[2] By adopting a crowdfunding and crowdsourcing approach,[3] DigVentures have sought to address this by using digital and social media to build audiences, increase revenue and find new ways for the public to participate in archaeological fieldwork.
[8] It was built onto a cloud-based, open-source software platform enabling researchers to publish data directly from the field using any web-enabled device (such as a smartphone or tablet) into a live relational database.
[11][12][13] The site had experienced a 50% decline in visitors since the large-scale English Heritage-funded excavations finished in 1995; the project's remit was to help revitalise the heritage attraction, whilst providing detailed scientific information on the preservation of the waterlogged timbers.
Francis Pryor, who discovered the site in the 1970s, was supportive of the initiative and wrote afterwards: "happily, it was an experiment that worked: the participants had a good time, and the archaeology was professionally excavated, to a very high standard".
The group also found evidence of an early medieval building, "which seems to have been constructed on top of an even earlier industrial oven" which was used to make copper or glass.
[citation needed] Recent excavations led by DigVentures in 2019–20 in the castle's drawbridge pit uncovered numerous mason's marks on the structure, as well as lead shot dating to the Civil War.
[24][25] Mentioned in the Norman Domesday Book, Soulton has housed a manor since late Anglo Saxon times, and a "lost castle" rediscovered in 2021[26] undergoing a multi-season archaeological investigation by DigVentures.
[29][30] Two additional crowdfunded field seasons were led by DigVentures to salvage as much archaeological evidence as possible from the narrowing isthmus under active threat of collapse from coastal erosion.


- [AIM OF THE EXERCISE]
For this exercise, write out each entry below exactly, omitting the images.

○ ○ ○ ○ ○ ○ ○

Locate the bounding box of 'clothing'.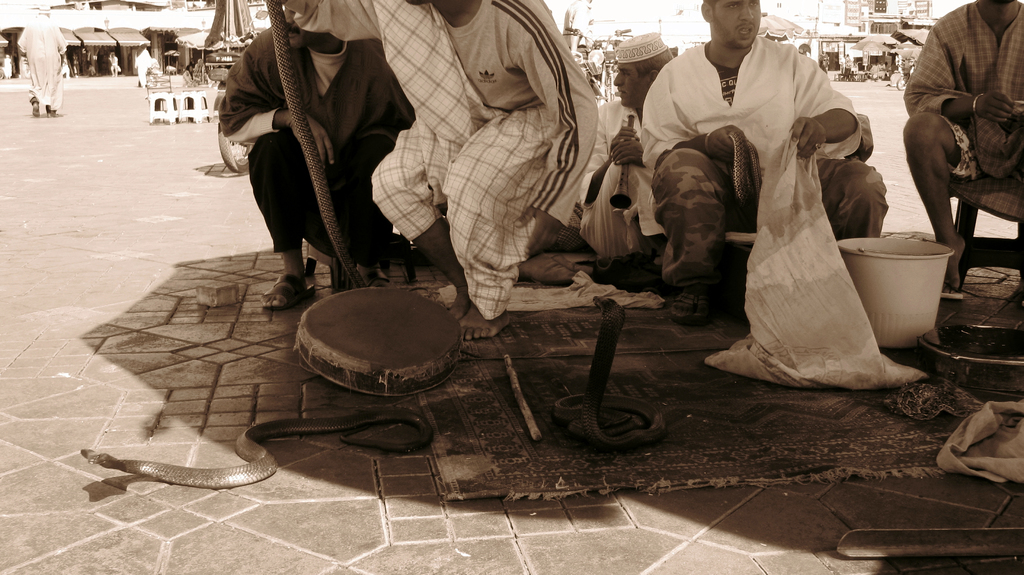
Bounding box: [x1=72, y1=56, x2=80, y2=72].
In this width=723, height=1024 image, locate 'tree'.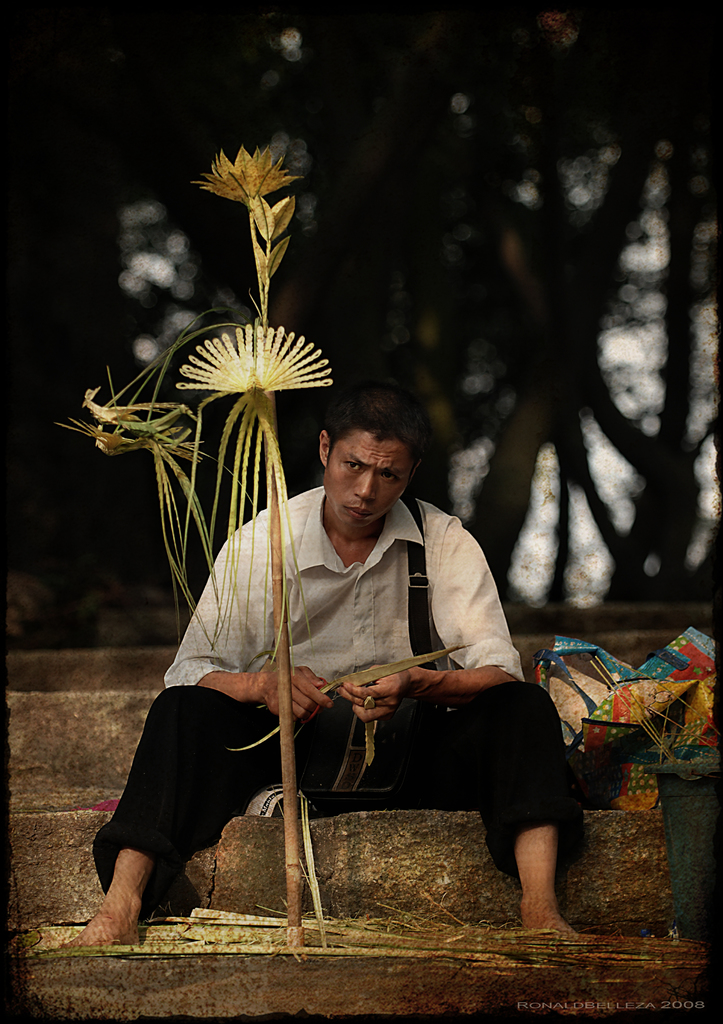
Bounding box: box(0, 0, 720, 682).
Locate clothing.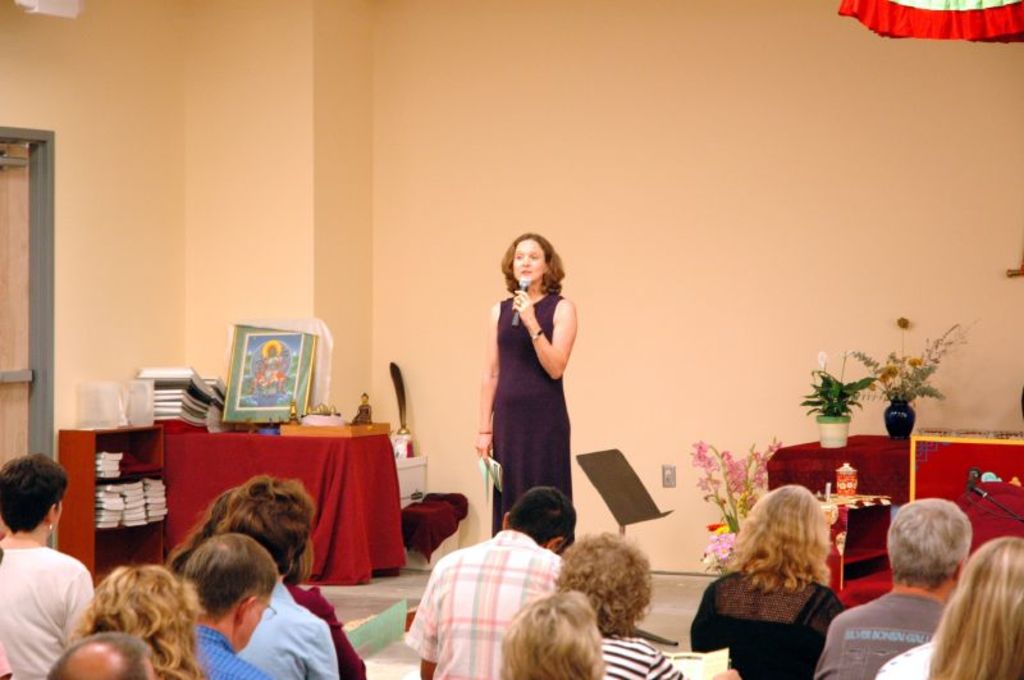
Bounding box: 285/587/361/679.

○ ○ ○ ○ ○ ○ ○

- [ANSWER]
Locate the bounding box of 'clothing'.
Bounding box: [x1=72, y1=56, x2=80, y2=72].
In this width=723, height=1024 image, locate 'tree'.
Bounding box: box(0, 0, 720, 682).
Locate clothing.
Bounding box: 285/587/361/679.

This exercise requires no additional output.